The Iranians “discussed a possible step-by-step normalization of Iranian-American relations [and] the provision of support for President Carter in the election campaign via the release of American hostages,” according to the U.S. Embassy’s classified translation of the Russian report.
Meanwhile, the Republicans were making their own overtures, the Russian Report said. “William Casey, in 1980, met three times with representatives of the Iranian leadership,” the report said. “The meetings took place in Madrid and Paris.”

George W. Bush’s Defense Secretary Robert Gates
At the Paris meeting in October 1980, “R[obert] Gates, at that time a staffer of the National Security Council in the administration of Jimmy Carter, and former CIA Director George Bush also took part,” the Russian Report said. “In Madrid and Paris, the representatives of Ronald Reagan and the Iranian leadership discussed the question of possibly delaying the release of 52 hostages from the staff of the U.S. Embassy in Teheran.”
Both the Reagan-Bush Republicans and the Carter Democrats “started from the proposition that Imam Khomeini, having announced a policy of ‘neither the West nor the East,’ and cursing the ‘American devil,’ imperialism and Zionism, was forced to acquire American weapons, spares and military supplies by any and all possible means,” the Russian Report said.
According to the Russians, the Republicans won the bidding war. “After the victory of R. Reagan in the election, in early 1981, a secret agreement was reached in London in accord with which Iran released the American hostages, and the U.S. continued to supply arms, spares and military supplies for the Iranian army,” the Russian Report continued.
The deliveries were carried out by Israel, often through private arms dealers, the Russian Report said. [For text of the Russian report, click here. To view the U.S. embassy cable that contains the Russian report, click here.]
Disappeared Document
After I discovered the Russian Report in late 1994 after gaining access to the task force’s unpublished files, I was told by Barcella that he had stuck the document into one of the cardboard storage boxes with the expectation that it would disappear into a vast government warehouse like the closing scene of “Raiders of the Lost Ark.”
But I was surprised to be told by Hamilton in 2010 that he had never seen the document, until I shipped a PDF file to him. After all, it had been addressed to him and represented possibly Moscow’s first post-Cold War collaboration with the United States on an intelligence mystery. So, after speaking with Hamilton, I went back to Barcella who acknowledged by e-mail that he didn’t “recall whether I showed [Hamilton] the Russian report or not.”
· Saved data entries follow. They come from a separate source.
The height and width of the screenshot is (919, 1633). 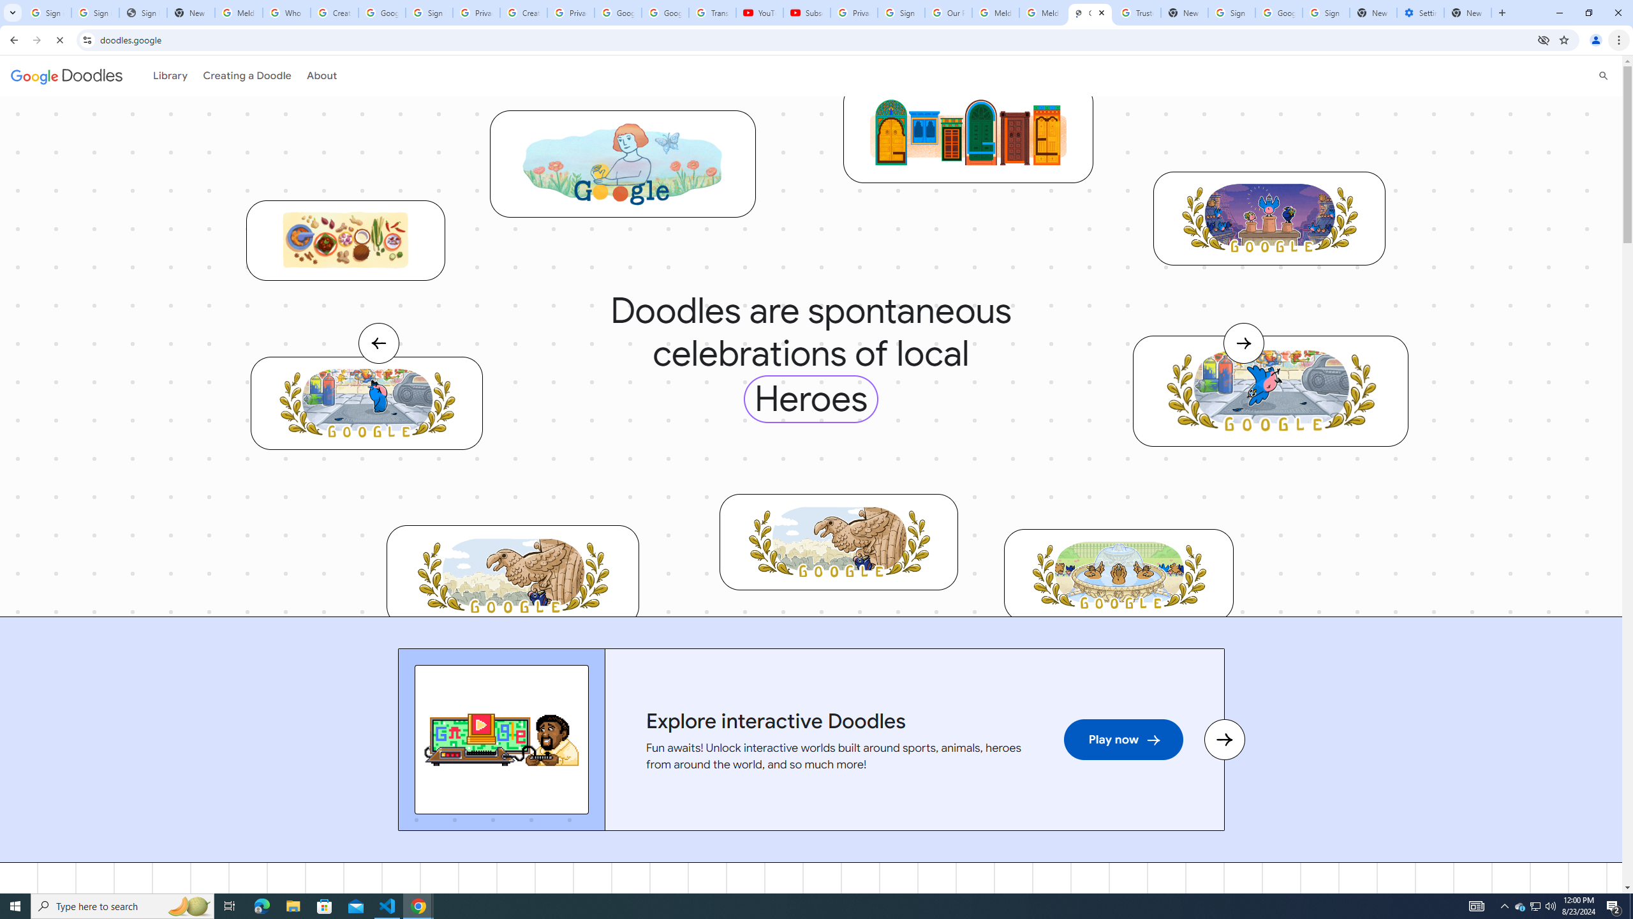 I want to click on Sign in - Google Accounts, so click(x=96, y=13).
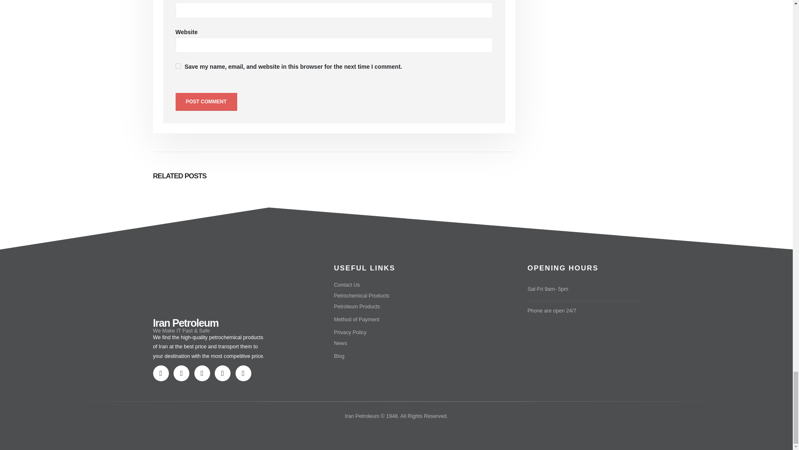 The width and height of the screenshot is (799, 450). I want to click on Post Comment, so click(207, 102).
What became clear from my reexamination of both the 1968 and the 1980 “October Surprise” cases was that there was a resistance among both Republicans and Democrats to dig too deeply into these mysteries for fear that the discoveries would devastate the political comity upon which national governance rests.
There was also the concern raised by Defense Secretary Clifford that public recognition of the depths that some politicians would sink to win control of the White House was “so shocking” that it would not “be good for the country to disclose the story.”
Yet, while the old saying asserts that “ignorance is bliss,” the absence of a truthful history is harmful to a vibrant democracy. Also, by pretending that these historical “October Surprise” cases are entirely mythical makes a recurrence more likely.